Profile | ‘I am terrified by what I see’: marine ecologist on a life devoted to coral reef conservation, and the unfolding biodiversity catastrophe
- Born in 1960 in Canberra, Australia, Laurence McCook was always an outdoors type; jailed three times for advocating conservation, he became a marine ecologist
- He tells Kate Whitehead about educating Hong Kong diners about sustainable fish consumption and his deep concern at the extent of the biodiversity catastrophe

I was born in 1960 in Canberra, Australia. My dad was a dentist and my mum a homemaker, and I had a safe, middle-class, white Australian upbringing. Our house was in the suburbs and it backed onto bushland in a place called Mount Ainslie. We had wallabies and kangaroos grazing in the back garden. I was always profoundly grounded in nature.
Canberra has a fantastic network of bike paths and I grew up riding a bike to school. Every weekend in the summer, Canberra moves to the coast and we went to Batemans Bay and spent a lot of time in a caravan 100 metres from the beach where my dad taught me body surfing and snorkelling. As I got older, I spent a lot of time hiking and camping, canyoning and rock climbing.
At school I had the opportunity to do a couple of study tours to Asia. In 1975, when I was 15, we went to Java, which seemed so exotic.

Agent of change
I studied science at school, I liked the logical structures and, in 1979, I went to the Australian National University, in Canberra, to study neuroscience. Canberra was a hotbed of radical feminism at the time and it helped me to think critically about issues of gender.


What is required>
Repeat only these lines, exactly: the first line of the data, the line containing "Image is 540x392 pixels.", and every line between them. Pictures stay out.

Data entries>

▬▬▬▬▬▬▬▬▬▬

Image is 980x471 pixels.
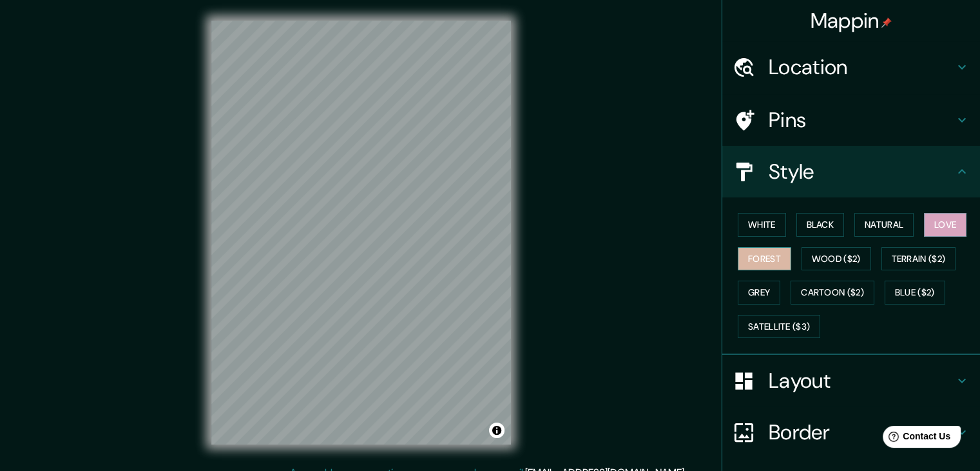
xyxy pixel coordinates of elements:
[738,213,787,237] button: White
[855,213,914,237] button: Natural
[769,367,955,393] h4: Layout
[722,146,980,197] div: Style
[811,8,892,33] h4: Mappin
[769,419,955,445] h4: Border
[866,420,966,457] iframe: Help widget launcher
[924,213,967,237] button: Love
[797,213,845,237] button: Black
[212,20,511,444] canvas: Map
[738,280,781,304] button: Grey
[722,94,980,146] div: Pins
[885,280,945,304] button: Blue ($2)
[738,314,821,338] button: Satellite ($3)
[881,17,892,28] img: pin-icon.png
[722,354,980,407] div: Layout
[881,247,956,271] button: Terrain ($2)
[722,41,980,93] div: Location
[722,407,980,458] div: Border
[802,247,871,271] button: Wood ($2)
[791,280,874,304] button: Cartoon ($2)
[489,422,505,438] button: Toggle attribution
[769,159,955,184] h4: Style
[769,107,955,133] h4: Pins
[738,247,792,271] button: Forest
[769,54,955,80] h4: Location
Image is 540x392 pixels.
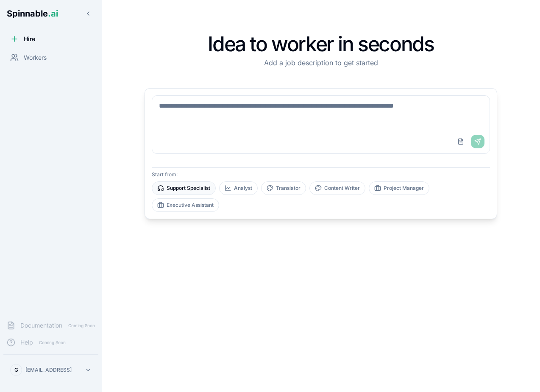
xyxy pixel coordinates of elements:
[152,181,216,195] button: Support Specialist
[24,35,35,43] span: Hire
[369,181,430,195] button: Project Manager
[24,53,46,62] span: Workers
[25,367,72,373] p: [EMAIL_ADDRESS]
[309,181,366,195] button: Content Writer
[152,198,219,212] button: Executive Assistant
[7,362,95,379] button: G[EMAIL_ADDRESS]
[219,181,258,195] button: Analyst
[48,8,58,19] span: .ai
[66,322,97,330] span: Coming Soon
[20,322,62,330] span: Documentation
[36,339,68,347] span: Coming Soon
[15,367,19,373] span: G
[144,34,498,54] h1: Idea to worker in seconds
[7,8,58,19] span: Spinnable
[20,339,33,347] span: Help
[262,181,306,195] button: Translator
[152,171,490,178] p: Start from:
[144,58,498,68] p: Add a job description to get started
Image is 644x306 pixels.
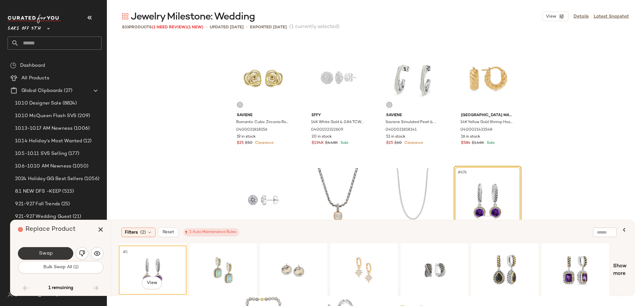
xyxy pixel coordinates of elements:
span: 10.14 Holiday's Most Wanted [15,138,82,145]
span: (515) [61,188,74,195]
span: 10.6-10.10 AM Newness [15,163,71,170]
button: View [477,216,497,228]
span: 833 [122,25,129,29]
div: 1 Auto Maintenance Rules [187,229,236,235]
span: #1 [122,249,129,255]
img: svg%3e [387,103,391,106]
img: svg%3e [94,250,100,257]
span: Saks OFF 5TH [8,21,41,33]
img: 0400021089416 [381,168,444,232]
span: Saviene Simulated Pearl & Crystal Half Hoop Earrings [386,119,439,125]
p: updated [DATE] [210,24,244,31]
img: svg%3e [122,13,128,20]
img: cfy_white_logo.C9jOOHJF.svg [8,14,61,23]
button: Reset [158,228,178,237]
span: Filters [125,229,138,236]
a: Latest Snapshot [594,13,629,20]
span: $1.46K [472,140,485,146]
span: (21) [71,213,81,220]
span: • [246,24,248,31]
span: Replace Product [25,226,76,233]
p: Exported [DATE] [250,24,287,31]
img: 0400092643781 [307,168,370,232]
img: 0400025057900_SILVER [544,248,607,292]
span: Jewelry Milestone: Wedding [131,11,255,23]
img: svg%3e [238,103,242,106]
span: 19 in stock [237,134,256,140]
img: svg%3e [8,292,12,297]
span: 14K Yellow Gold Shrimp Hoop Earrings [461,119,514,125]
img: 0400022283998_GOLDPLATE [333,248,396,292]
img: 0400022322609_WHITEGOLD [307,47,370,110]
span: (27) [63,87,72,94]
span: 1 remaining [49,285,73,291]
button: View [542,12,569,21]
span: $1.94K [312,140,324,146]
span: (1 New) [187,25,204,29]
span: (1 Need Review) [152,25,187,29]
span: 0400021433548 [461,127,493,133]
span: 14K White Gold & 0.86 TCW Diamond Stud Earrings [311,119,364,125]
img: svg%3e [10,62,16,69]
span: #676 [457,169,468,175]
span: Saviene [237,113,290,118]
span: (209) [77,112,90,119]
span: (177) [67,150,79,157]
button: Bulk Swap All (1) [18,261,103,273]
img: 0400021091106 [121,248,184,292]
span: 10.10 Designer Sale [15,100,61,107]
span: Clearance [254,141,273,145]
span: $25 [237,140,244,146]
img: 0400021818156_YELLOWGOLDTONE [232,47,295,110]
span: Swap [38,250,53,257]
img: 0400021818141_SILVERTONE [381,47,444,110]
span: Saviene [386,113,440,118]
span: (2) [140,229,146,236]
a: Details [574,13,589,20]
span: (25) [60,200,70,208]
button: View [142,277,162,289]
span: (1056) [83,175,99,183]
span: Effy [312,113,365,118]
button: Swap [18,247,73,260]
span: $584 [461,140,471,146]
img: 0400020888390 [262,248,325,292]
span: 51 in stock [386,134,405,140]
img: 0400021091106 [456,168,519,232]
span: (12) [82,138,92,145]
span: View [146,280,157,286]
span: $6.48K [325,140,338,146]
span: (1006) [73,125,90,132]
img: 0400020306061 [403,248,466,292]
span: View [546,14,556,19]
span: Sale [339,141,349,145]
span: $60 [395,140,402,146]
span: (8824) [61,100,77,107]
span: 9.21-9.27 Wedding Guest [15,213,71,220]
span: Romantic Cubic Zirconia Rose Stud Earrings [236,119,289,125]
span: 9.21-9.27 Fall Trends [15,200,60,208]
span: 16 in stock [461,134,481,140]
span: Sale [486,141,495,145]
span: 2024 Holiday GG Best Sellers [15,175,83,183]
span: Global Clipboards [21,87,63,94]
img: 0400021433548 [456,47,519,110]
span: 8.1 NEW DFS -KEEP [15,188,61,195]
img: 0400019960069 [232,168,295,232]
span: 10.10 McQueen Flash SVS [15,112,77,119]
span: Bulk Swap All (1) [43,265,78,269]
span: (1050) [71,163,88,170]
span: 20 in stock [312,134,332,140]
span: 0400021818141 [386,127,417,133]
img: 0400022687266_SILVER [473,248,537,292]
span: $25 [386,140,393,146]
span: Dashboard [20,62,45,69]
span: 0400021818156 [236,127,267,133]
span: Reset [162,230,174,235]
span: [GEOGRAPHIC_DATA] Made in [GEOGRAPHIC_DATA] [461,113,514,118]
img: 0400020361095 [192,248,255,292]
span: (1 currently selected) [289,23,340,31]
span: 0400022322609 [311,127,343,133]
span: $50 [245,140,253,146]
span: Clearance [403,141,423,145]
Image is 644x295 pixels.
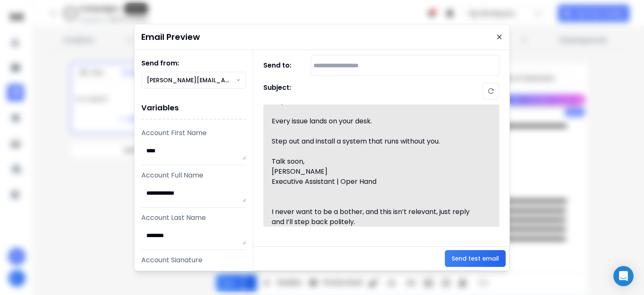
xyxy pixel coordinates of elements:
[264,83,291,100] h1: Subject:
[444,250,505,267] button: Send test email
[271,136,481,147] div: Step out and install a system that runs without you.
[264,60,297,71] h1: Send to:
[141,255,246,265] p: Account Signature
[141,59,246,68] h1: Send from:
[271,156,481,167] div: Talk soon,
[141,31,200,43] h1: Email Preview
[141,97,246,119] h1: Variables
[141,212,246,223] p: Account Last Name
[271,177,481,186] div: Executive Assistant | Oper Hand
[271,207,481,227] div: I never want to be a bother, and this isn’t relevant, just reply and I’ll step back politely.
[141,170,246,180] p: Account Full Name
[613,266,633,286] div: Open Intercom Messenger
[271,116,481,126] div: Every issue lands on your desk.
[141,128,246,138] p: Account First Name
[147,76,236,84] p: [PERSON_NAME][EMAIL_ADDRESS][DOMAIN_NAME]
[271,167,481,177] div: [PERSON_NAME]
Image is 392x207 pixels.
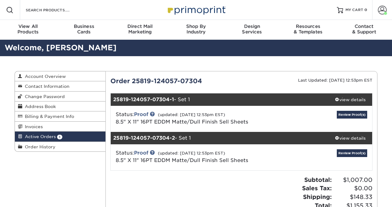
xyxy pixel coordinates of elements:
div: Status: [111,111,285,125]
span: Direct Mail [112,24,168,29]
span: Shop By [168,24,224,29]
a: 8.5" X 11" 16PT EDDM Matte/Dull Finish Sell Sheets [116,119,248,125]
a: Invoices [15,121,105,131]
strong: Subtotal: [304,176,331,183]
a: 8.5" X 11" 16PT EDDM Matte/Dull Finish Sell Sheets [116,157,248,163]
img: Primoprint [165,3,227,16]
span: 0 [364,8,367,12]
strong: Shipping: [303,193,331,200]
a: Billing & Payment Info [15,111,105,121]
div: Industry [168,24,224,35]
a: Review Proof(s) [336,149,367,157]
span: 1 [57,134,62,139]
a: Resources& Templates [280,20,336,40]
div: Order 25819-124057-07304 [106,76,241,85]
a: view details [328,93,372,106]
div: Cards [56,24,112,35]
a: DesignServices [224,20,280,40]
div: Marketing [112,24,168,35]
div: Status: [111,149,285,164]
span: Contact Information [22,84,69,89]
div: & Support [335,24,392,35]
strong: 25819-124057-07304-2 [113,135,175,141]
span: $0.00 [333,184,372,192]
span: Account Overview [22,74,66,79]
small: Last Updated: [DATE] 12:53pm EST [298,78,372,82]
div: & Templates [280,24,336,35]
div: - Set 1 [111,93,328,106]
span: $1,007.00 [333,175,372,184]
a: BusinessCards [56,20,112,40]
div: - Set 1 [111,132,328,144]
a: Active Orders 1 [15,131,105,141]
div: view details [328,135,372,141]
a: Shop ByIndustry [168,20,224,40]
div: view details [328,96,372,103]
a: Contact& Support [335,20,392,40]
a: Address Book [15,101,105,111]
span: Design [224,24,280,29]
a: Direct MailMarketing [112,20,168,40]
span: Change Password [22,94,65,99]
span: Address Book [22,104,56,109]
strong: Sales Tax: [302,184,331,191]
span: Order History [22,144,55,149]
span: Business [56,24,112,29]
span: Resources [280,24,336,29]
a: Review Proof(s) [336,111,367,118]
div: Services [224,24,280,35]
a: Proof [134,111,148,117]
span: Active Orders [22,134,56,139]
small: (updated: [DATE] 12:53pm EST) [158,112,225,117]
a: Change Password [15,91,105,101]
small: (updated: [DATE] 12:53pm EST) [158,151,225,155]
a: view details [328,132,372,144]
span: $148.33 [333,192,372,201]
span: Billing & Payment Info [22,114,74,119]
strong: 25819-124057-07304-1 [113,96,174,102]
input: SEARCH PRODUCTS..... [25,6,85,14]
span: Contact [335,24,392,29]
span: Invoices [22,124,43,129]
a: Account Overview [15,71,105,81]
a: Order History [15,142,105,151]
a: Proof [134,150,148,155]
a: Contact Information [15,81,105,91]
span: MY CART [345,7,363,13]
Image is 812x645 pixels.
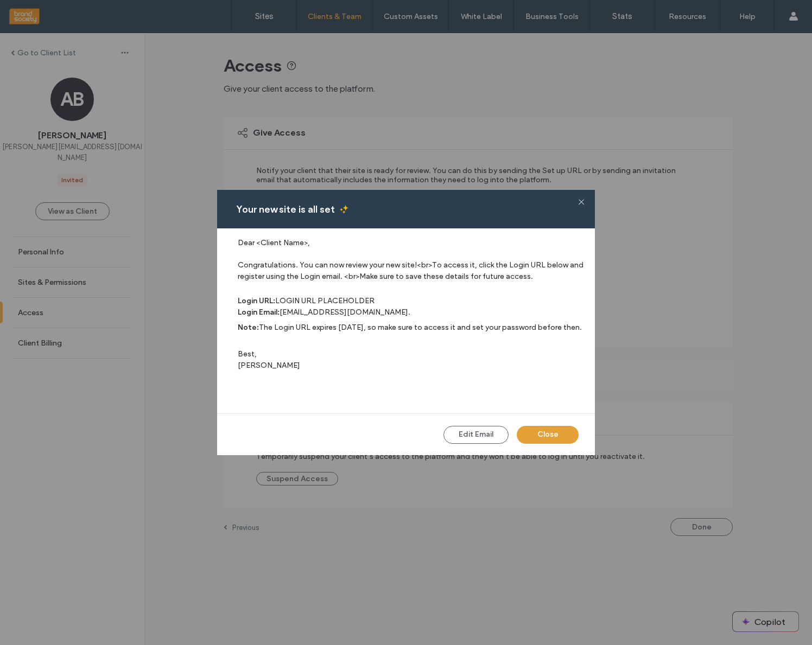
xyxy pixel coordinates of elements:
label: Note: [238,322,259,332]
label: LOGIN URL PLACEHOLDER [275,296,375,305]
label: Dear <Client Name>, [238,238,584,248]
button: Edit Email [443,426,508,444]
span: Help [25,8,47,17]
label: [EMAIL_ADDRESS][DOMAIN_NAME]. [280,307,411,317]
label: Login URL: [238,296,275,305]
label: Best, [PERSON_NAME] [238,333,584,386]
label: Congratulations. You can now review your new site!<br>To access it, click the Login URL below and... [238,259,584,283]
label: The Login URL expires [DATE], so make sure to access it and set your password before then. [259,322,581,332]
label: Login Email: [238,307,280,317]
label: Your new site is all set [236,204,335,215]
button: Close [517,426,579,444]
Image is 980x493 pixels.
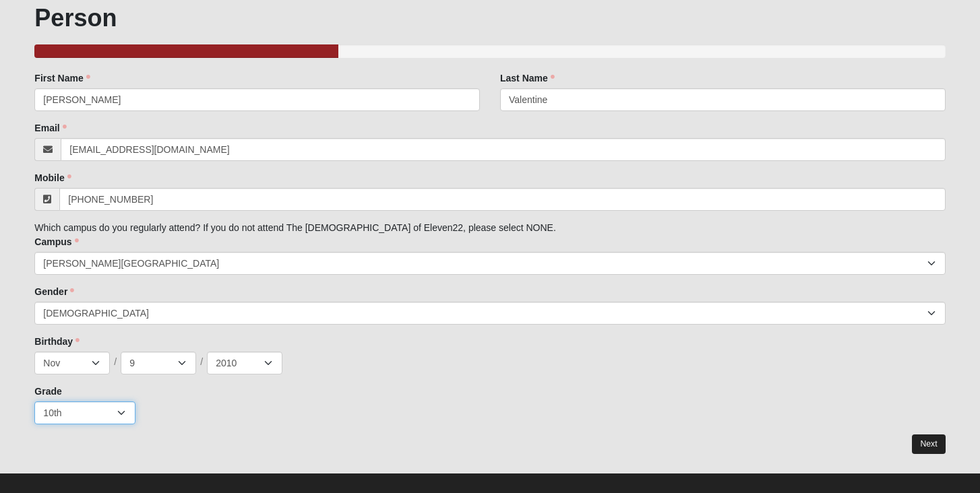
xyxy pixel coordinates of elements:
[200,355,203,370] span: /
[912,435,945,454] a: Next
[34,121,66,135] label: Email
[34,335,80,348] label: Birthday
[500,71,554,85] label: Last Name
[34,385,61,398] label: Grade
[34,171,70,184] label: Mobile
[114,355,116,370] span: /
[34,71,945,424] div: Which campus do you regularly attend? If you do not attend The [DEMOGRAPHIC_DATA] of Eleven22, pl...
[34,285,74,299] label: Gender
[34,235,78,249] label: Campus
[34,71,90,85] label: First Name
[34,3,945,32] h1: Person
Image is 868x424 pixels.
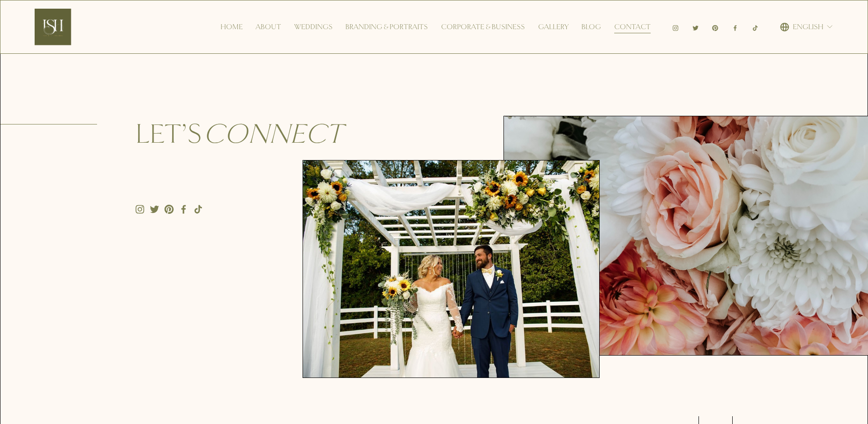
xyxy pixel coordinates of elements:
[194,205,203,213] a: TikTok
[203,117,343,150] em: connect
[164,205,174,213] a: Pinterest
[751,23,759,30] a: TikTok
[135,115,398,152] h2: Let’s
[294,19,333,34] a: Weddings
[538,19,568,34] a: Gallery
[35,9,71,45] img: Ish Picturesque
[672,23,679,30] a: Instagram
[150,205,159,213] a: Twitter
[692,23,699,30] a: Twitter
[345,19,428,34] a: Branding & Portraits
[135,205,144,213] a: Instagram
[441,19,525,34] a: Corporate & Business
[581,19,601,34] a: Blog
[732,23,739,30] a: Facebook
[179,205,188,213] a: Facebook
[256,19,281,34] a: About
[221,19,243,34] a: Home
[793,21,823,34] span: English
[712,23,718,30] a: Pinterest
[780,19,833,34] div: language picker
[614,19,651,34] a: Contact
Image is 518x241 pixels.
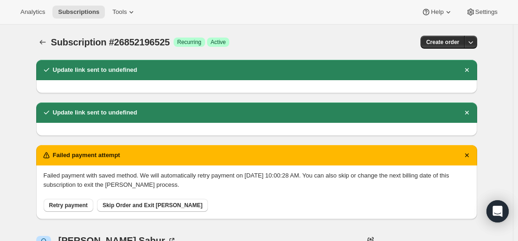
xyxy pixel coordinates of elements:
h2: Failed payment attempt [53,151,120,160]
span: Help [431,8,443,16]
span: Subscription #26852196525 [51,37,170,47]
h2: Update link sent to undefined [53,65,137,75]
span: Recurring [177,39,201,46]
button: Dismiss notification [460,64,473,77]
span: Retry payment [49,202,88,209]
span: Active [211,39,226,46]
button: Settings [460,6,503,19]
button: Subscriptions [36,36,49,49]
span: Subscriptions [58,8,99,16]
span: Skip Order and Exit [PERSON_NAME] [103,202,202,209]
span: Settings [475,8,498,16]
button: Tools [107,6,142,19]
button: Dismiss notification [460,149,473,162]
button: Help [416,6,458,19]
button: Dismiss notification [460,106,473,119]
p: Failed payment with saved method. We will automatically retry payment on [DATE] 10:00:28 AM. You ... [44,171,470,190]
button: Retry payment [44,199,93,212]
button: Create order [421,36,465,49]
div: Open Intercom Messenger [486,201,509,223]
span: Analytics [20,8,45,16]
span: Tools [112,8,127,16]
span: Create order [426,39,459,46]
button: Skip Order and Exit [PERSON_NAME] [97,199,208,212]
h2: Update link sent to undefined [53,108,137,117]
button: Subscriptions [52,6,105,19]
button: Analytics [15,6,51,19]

▬▬▬▬▬▬▬▬▬▬

The completed task>
Image is 980x471 pixels.
xyxy pixel coordinates of elements:
[738,213,787,237] button: White
[855,213,914,237] button: Natural
[769,367,955,393] h4: Layout
[722,146,980,197] div: Style
[811,8,892,33] h4: Mappin
[769,419,955,445] h4: Border
[866,420,966,457] iframe: Help widget launcher
[924,213,967,237] button: Love
[797,213,845,237] button: Black
[212,20,511,444] canvas: Map
[738,280,781,304] button: Grey
[722,94,980,146] div: Pins
[885,280,945,304] button: Blue ($2)
[738,314,821,338] button: Satellite ($3)
[881,17,892,28] img: pin-icon.png
[722,354,980,407] div: Layout
[881,247,956,271] button: Terrain ($2)
[722,41,980,93] div: Location
[722,407,980,458] div: Border
[802,247,871,271] button: Wood ($2)
[791,280,874,304] button: Cartoon ($2)
[489,422,505,438] button: Toggle attribution
[769,159,955,184] h4: Style
[769,107,955,133] h4: Pins
[738,247,792,271] button: Forest
[769,54,955,80] h4: Location
Image is 540x392 pixels.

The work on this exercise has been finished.